I recently read Dr Del Castillo’s piece “On hoarding certificates from online courses and webinars,” and can’t help feeling a certain insecurity. Since April, I have been taking an online course, having felt overwhelmingly unproductive during my quarantine days. 

I enrolled in an “Intro to Shakespeare” course on edX. It was a topic I had not tackled during my undergraduate degree, and it would complement my current graduate studies in Creative Writing. It was a free course, but to get a certificate, I needed to pay the equivalent of P2,000. It was a hefty sum, but I chose to pay it so that I would finish the course throughout and have the proof to boot. But after reading Del Castillo’s essay, I pondered: was my decision ill-advised? 

Perhaps the pursuit of certificates and awards are, in some form, a vanity. We strive to achieve honors in school so that we might feel accomplished, and we then pass these pressures on to our children. Admittedly, this illusion of a reward for being academically superior creates a hostile and toxic environment. I have seen individuals beg college and university professors for grades to reach the cum laude threshold, for instance. 

Nonetheless, I do believe that certificates attained in online courses are different. Those were gained without the pressure of academic grades. Ratings in these courses, rather than the awarding of medals, are also used as a measure of mastery instead.

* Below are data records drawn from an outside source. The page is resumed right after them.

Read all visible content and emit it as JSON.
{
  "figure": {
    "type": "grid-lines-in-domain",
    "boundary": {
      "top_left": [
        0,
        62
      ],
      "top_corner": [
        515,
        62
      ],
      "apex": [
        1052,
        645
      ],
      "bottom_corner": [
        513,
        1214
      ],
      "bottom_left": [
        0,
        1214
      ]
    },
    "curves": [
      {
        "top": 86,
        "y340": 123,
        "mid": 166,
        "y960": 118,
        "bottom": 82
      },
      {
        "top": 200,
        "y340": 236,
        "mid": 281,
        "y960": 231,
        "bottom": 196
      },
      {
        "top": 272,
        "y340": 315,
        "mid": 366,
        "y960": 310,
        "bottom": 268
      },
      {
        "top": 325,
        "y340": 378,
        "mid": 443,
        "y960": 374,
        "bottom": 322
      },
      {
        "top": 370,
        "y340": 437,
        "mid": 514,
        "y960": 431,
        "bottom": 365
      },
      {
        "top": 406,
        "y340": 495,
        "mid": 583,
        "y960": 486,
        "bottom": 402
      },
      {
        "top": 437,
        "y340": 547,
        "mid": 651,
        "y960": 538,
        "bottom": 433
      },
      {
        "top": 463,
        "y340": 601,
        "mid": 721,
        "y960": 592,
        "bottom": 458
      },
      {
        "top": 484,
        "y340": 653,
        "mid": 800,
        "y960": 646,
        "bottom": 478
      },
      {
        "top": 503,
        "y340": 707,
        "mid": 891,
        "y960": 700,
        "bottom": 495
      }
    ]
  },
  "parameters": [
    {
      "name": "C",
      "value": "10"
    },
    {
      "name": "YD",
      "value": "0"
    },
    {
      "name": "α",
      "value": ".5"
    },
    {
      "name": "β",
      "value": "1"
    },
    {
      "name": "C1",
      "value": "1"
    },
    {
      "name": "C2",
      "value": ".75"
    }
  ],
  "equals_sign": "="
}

Additionally, while we do see many online posts featuring people who’ve accomplished these courses, which I often think are very in-your-face, especially if the said course is hosted by an Ivy League school, I dare do not discredit the happiness and pride people gain in finishing courses. Most of us will never set foot in Harvard, Yale, or some other internationally renowned school, so this is the closest most of us can get. Also, there is a sense of satisfaction we should feel when we see peers trying to learn by themselves. (READ: CHED launches web-based platform for free college learning materials)

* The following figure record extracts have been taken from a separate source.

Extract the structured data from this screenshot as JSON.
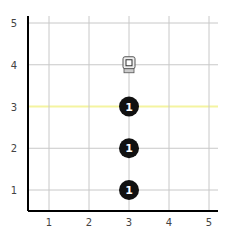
{
  "board": {
    "x_ticks": [
      "1",
      "2",
      "3",
      "4",
      "5"
    ],
    "y_ticks": [
      "1",
      "2",
      "3",
      "4",
      "5"
    ],
    "highlight_row": 3,
    "highlight_color": "#f4f4a0"
  },
  "pieces": [
    {
      "type": "token",
      "x": 3,
      "y": 3,
      "label": "1"
    },
    {
      "type": "token",
      "x": 3,
      "y": 2,
      "label": "1"
    },
    {
      "type": "token",
      "x": 3,
      "y": 1,
      "label": "1"
    }
  ],
  "robot": {
    "x": 3,
    "y": 4,
    "icon": "robot-icon"
  }
}
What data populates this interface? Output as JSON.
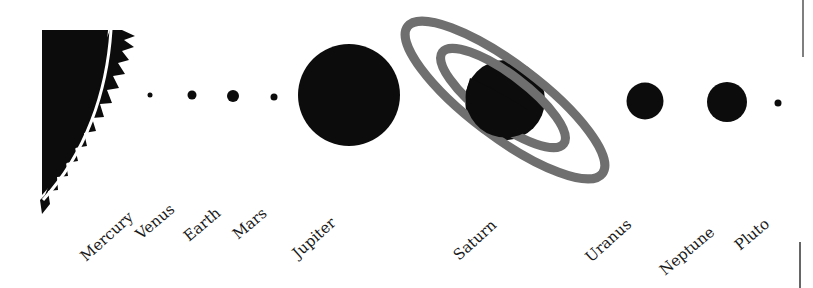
{
  "diagram": {
    "title": "",
    "colors": {
      "planet": "#0c0c0c",
      "ring": "#6f6f6f",
      "sun": "#0c0c0c",
      "background": "#ffffff",
      "divider": "#555555"
    },
    "sun": {
      "name": "Sun"
    },
    "planets": [
      {
        "name": "Mercury",
        "cx": 150,
        "cy": 95,
        "r": 2.5
      },
      {
        "name": "Venus",
        "cx": 192,
        "cy": 95,
        "r": 4.5
      },
      {
        "name": "Earth",
        "cx": 233,
        "cy": 96,
        "r": 6
      },
      {
        "name": "Mars",
        "cx": 274,
        "cy": 97,
        "r": 3.5
      },
      {
        "name": "Jupiter",
        "cx": 349,
        "cy": 95,
        "r": 51
      },
      {
        "name": "Saturn",
        "cx": 505,
        "cy": 100,
        "r": 40
      },
      {
        "name": "Uranus",
        "cx": 645,
        "cy": 101,
        "r": 18.5
      },
      {
        "name": "Neptune",
        "cx": 727,
        "cy": 102,
        "r": 20
      },
      {
        "name": "Pluto",
        "cx": 778,
        "cy": 103,
        "r": 3.5
      }
    ],
    "labels": {
      "mercury": "Mercury",
      "venus": "Venus",
      "earth": "Earth",
      "mars": "Mars",
      "jupiter": "Jupiter",
      "saturn": "Saturn",
      "uranus": "Uranus",
      "neptune": "Neptune",
      "pluto": "Pluto"
    }
  }
}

I am also not blind to the capitalistic tendencies of these online courses. RA 10912 or the Continuing Professional Development (CPD) Act of 2016, for instance, has been such a hotbed of issues that some professions have sought to suspend it. One major issue is the saturation of so-called CPD granting events that only care about profits, not learning. But these should be mostly addressed by the various boards, councils, and employers that recognize these points and merits. We should not automatically assume that learning equates to using knowledge for capitalistic gain. 

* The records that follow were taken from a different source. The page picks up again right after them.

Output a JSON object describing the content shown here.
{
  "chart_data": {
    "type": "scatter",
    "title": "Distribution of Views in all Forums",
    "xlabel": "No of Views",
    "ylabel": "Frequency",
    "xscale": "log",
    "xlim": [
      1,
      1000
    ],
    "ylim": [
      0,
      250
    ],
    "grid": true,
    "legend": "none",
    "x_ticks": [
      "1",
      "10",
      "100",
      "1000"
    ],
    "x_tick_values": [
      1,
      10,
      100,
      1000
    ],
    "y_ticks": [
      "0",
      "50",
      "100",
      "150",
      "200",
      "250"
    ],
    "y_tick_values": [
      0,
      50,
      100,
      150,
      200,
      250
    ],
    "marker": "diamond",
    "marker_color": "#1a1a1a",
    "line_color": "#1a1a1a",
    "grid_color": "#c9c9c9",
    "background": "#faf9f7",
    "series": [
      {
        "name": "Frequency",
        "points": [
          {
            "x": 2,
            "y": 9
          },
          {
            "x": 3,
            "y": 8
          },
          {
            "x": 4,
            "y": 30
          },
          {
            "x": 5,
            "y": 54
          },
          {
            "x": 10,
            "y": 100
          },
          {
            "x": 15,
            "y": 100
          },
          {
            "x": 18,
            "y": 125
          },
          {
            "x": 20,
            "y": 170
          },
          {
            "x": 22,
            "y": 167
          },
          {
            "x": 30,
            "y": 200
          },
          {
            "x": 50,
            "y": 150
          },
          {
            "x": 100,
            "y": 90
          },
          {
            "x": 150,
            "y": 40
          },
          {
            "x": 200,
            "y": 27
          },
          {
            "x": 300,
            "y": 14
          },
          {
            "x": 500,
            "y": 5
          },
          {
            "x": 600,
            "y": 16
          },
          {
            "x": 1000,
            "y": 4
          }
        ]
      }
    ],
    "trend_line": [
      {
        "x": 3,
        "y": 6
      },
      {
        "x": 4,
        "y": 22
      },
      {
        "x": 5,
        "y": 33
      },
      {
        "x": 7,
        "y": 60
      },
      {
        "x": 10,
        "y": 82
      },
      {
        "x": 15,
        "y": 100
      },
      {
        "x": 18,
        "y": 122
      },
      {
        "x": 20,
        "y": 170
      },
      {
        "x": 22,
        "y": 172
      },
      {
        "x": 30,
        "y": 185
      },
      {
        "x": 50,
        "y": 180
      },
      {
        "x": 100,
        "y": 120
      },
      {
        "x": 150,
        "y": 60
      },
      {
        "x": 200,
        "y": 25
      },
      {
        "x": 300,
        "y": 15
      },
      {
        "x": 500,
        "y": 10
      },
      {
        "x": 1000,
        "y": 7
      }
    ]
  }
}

For now, what I can say is that during this time of quarantine, learning online, like cooking, writing, drawing, or any other skill or hobby, can help better a person and can sometimes become a coping mechanism. 

In the forum section of my online course, I met a couple of Filipinos who said that they wanted to reconnect with Shakespeare’s works because they had an awful time learning them in high school. The pursuit of learning just for the thrill of it, then, is a decision that we must normalize. We should start to see the value of learning something new just as a way to better ourselves, since we have so much room to grow. – Rappler.com 

Gillian Reyes is a registered librarian who works at the University of the Philippines-Diliman. He often writes stories for children, and hopes to build a library for kids someday.